Seawater temperature is rising faster than predicted, according to new research published in the journal Science on January 10.
According to the study, sea levels will rise by about 30cm by the end of the century, on top of the rise in sea levels from melting ice and glaciers. Warmer oceans are also a major factor in increasing the severity of storms, hurricanes and extreme rainfall.
Zeke Hausfather, co-author of the paper and a graduate student at the University of California, Berkeley, said: “While 2018 will be the fourth warmest year on record on the [earth’s] surface, it will most certainly be the warmest year on record in the oceans, as was 2017 and 2016 before that.
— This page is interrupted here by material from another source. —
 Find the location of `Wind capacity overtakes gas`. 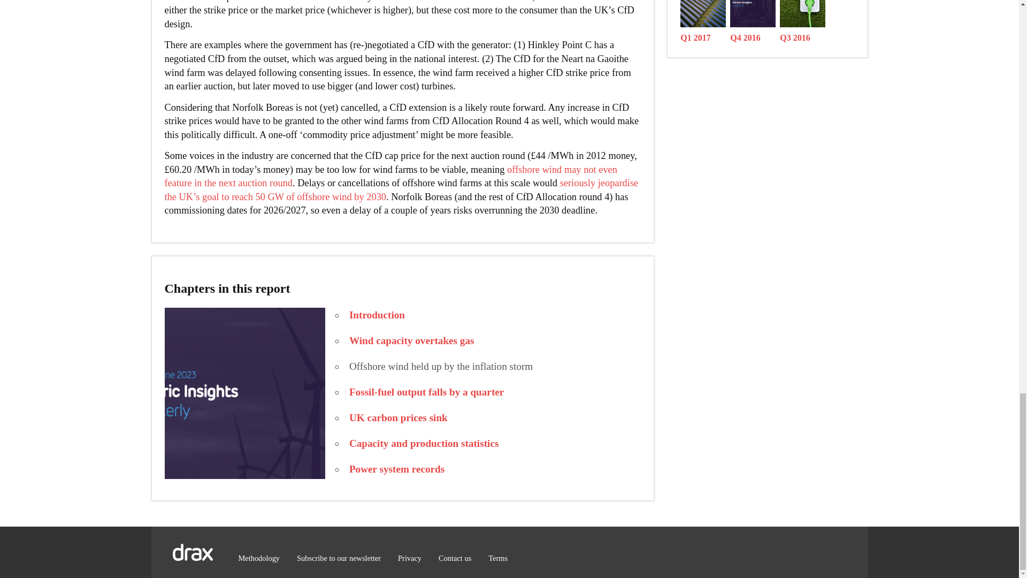

Wind capacity overtakes gas is located at coordinates (412, 340).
The global warming signal is a lot easier to detect if it is changing in the oceans than on the surface.”
As reported by the Guardian, separate recently published research extrapolated temperature estimates for the oceans for the past 150 years, and found substantial warming.
Published in the journal Proceedings of the National Academy of Sciences of the United States of America, that research found the total heat taken up by the oceans in the last century and a half was about 1,000 times the annual energy use of the world’s population.
A Guardian analysis of those findings suggested that the amount of energy absorbed by the oceans was equivalent to an atomic bomb per second for the past 150 years. Scientists said this was unsustainable in the long term without seeing further massive effects, including extreme weather, fiercer storms, and sea level rises.